Less than a month after signing an executive order creating an Advisory Council on Infrastructure, President Trump has canceled it.

During his campaign, Trump put America’s infrastructure high on the list. Gallup polls revealed it to be the “most important Trump promise.” The administration declared $1 trillion would be put into improving the roads, bridges, water and other infrastructure in such sad need of repair it received a D+ by the American Society of Civil Engineers. The Council, headed by New York developers, Richard LeFrak and Steven Roth, would have advised on projects for numerous public works across the country.

This decision comes one day after dismantling two other councils — American Manufacturing Council and the Strategic and Policy Forum — where several chief executives quit in protest over the President’s response to a white nationalist attack in Charlottesville, Virginia. The Committee on the Arts and Humanities has also resigned.

During divisive times across the nation, infrastructure is one topic where all political parties concur with each other about its importance. In fact, while openly opposed to many of the policies of the new administration, California Sen. Kamala Harris told The Sacramento Bee, that infrastructure was one area where she might be able to agree with this president. “California has $59 billion in unmet transportation needs,” she said, “If you are ever on the 405 in LA and if you lived in Los Angeles people would tell you it is a human rights issue. We have an incredible need for upgrading our transportation infrastructure in California. I joke, human rights, but the reality is that in a lot of places in our country people cannot afford to live where they work . . . they commute long hours, and that’s hours they are not spending with their family, hours they are not spending at work, so we should make transportation easier.”

As Fox News noted, “Fixing the country’s aging infrastructure was supposed to be the big takeaway from Tuesday’s now-infamous Trump Tower remarks.” Uncertainty now surrounds the impact this will have on infrastructure projects, but more information may be coming in a few months. Bloomberg reports, “The administration has said it intends to have details on its infrastructure plan this fall but has signaled the approach will be to allocate $200 billion in federal dollars on rural and ‘transformational’ projects over 10 years and on incentives for states, localities, and the private sector to spend $800 billion.”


▶ **Work order**
Below is a block of records; repeat each one exactly.

+++ Given records +++

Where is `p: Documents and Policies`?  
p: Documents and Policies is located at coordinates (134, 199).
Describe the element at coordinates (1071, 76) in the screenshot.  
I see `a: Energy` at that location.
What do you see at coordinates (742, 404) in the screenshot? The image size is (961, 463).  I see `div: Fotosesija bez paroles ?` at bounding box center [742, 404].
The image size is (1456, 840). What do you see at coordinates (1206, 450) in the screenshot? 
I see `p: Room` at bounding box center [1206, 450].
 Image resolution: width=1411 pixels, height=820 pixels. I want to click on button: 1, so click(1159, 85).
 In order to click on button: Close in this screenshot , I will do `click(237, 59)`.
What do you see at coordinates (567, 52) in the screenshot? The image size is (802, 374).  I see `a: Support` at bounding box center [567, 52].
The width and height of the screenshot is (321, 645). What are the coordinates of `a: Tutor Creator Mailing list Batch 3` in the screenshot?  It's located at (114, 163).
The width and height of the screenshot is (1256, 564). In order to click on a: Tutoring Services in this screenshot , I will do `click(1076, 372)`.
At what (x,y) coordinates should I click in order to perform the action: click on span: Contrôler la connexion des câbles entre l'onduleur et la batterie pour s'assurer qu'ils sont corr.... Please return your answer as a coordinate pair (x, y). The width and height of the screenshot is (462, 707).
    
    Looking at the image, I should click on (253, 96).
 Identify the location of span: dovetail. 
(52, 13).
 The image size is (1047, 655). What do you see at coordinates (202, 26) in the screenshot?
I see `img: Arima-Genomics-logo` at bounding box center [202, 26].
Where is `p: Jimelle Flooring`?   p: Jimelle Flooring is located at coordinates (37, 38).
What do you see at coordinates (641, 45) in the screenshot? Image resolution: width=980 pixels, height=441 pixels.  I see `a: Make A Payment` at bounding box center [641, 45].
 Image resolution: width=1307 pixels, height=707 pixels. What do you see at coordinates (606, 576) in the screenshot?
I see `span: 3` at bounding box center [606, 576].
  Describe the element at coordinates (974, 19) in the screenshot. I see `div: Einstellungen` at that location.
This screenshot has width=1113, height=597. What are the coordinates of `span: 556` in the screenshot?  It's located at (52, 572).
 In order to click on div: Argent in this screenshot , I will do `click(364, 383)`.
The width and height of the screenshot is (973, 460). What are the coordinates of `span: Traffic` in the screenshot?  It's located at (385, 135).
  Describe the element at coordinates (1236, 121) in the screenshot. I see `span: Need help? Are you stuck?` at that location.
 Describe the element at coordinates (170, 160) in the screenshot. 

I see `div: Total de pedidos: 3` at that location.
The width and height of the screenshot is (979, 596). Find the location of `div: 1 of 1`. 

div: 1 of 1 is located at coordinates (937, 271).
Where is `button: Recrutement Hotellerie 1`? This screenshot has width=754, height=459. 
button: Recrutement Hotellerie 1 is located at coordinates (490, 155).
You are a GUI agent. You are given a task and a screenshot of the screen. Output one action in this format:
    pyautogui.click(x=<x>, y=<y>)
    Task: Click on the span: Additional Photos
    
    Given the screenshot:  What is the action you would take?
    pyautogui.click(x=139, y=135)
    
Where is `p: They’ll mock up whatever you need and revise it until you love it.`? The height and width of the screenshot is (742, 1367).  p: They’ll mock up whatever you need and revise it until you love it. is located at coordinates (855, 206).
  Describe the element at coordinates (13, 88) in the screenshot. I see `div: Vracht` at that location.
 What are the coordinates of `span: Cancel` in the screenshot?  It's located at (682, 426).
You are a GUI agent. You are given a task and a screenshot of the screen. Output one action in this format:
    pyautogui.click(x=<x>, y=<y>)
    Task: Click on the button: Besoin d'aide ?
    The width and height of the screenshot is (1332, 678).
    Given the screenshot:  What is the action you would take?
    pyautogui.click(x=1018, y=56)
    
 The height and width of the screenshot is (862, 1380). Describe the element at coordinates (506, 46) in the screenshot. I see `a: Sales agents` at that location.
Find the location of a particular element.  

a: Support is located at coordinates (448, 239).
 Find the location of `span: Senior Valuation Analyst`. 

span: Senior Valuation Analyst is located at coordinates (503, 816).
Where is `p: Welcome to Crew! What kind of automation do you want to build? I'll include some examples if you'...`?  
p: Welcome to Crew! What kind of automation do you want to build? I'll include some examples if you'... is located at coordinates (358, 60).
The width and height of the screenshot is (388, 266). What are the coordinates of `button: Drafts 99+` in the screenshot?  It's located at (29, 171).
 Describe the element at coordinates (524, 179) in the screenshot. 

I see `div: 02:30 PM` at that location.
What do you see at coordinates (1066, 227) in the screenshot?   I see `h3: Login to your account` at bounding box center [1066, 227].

+++

▶ **Response to the task**
Where is `p: Documents and Policies`?  
p: Documents and Policies is located at coordinates (134, 199).
Describe the element at coordinates (1071, 76) in the screenshot.  
I see `a: Energy` at that location.
What do you see at coordinates (742, 404) in the screenshot? The image size is (961, 463).  I see `div: Fotosesija bez paroles ?` at bounding box center [742, 404].
The image size is (1456, 840). What do you see at coordinates (1206, 450) in the screenshot? 
I see `p: Room` at bounding box center [1206, 450].
 Image resolution: width=1411 pixels, height=820 pixels. I want to click on button: 1, so click(1159, 85).
 In order to click on button: Close in this screenshot , I will do `click(237, 59)`.
What do you see at coordinates (567, 52) in the screenshot? The image size is (802, 374).  I see `a: Support` at bounding box center [567, 52].
The width and height of the screenshot is (321, 645). What are the coordinates of `a: Tutor Creator Mailing list Batch 3` in the screenshot?  It's located at (114, 163).
The width and height of the screenshot is (1256, 564). In order to click on a: Tutoring Services in this screenshot , I will do `click(1076, 372)`.
At what (x,y) coordinates should I click in order to perform the action: click on span: Contrôler la connexion des câbles entre l'onduleur et la batterie pour s'assurer qu'ils sont corr.... Please return your answer as a coordinate pair (x, y). The width and height of the screenshot is (462, 707).
    
    Looking at the image, I should click on (253, 96).
 Identify the location of span: dovetail. 
(52, 13).
 The image size is (1047, 655). What do you see at coordinates (202, 26) in the screenshot?
I see `img: Arima-Genomics-logo` at bounding box center [202, 26].
Where is `p: Jimelle Flooring`?   p: Jimelle Flooring is located at coordinates (37, 38).
What do you see at coordinates (641, 45) in the screenshot? Image resolution: width=980 pixels, height=441 pixels.  I see `a: Make A Payment` at bounding box center [641, 45].
 Image resolution: width=1307 pixels, height=707 pixels. What do you see at coordinates (606, 576) in the screenshot?
I see `span: 3` at bounding box center [606, 576].
  Describe the element at coordinates (974, 19) in the screenshot. I see `div: Einstellungen` at that location.
This screenshot has width=1113, height=597. What are the coordinates of `span: 556` in the screenshot?  It's located at (52, 572).
 In order to click on div: Argent in this screenshot , I will do `click(364, 383)`.
The width and height of the screenshot is (973, 460). What are the coordinates of `span: Traffic` in the screenshot?  It's located at (385, 135).
  Describe the element at coordinates (1236, 121) in the screenshot. I see `span: Need help? Are you stuck?` at that location.
 Describe the element at coordinates (170, 160) in the screenshot. 

I see `div: Total de pedidos: 3` at that location.
The width and height of the screenshot is (979, 596). Find the location of `div: 1 of 1`. 

div: 1 of 1 is located at coordinates (937, 271).
Where is `button: Recrutement Hotellerie 1`? This screenshot has width=754, height=459. 
button: Recrutement Hotellerie 1 is located at coordinates (490, 155).
You are a GUI agent. You are given a task and a screenshot of the screen. Output one action in this format:
    pyautogui.click(x=<x>, y=<y>)
    Task: Click on the span: Additional Photos
    
    Given the screenshot:  What is the action you would take?
    pyautogui.click(x=139, y=135)
    
Where is `p: They’ll mock up whatever you need and revise it until you love it.`? The height and width of the screenshot is (742, 1367).  p: They’ll mock up whatever you need and revise it until you love it. is located at coordinates (855, 206).
  Describe the element at coordinates (13, 88) in the screenshot. I see `div: Vracht` at that location.
 What are the coordinates of `span: Cancel` in the screenshot?  It's located at (682, 426).
You are a GUI agent. You are given a task and a screenshot of the screen. Output one action in this format:
    pyautogui.click(x=<x>, y=<y>)
    Task: Click on the button: Besoin d'aide ?
    The width and height of the screenshot is (1332, 678).
    Given the screenshot:  What is the action you would take?
    pyautogui.click(x=1018, y=56)
    
 The height and width of the screenshot is (862, 1380). Describe the element at coordinates (506, 46) in the screenshot. I see `a: Sales agents` at that location.
Find the location of a particular element.  

a: Support is located at coordinates (448, 239).
 Find the location of `span: Senior Valuation Analyst`. 

span: Senior Valuation Analyst is located at coordinates (503, 816).
Where is `p: Welcome to Crew! What kind of automation do you want to build? I'll include some examples if you'...`?  
p: Welcome to Crew! What kind of automation do you want to build? I'll include some examples if you'... is located at coordinates (358, 60).
The width and height of the screenshot is (388, 266). What are the coordinates of `button: Drafts 99+` in the screenshot?  It's located at (29, 171).
 Describe the element at coordinates (524, 179) in the screenshot. 

I see `div: 02:30 PM` at that location.
What do you see at coordinates (1066, 227) in the screenshot?   I see `h3: Login to your account` at bounding box center [1066, 227].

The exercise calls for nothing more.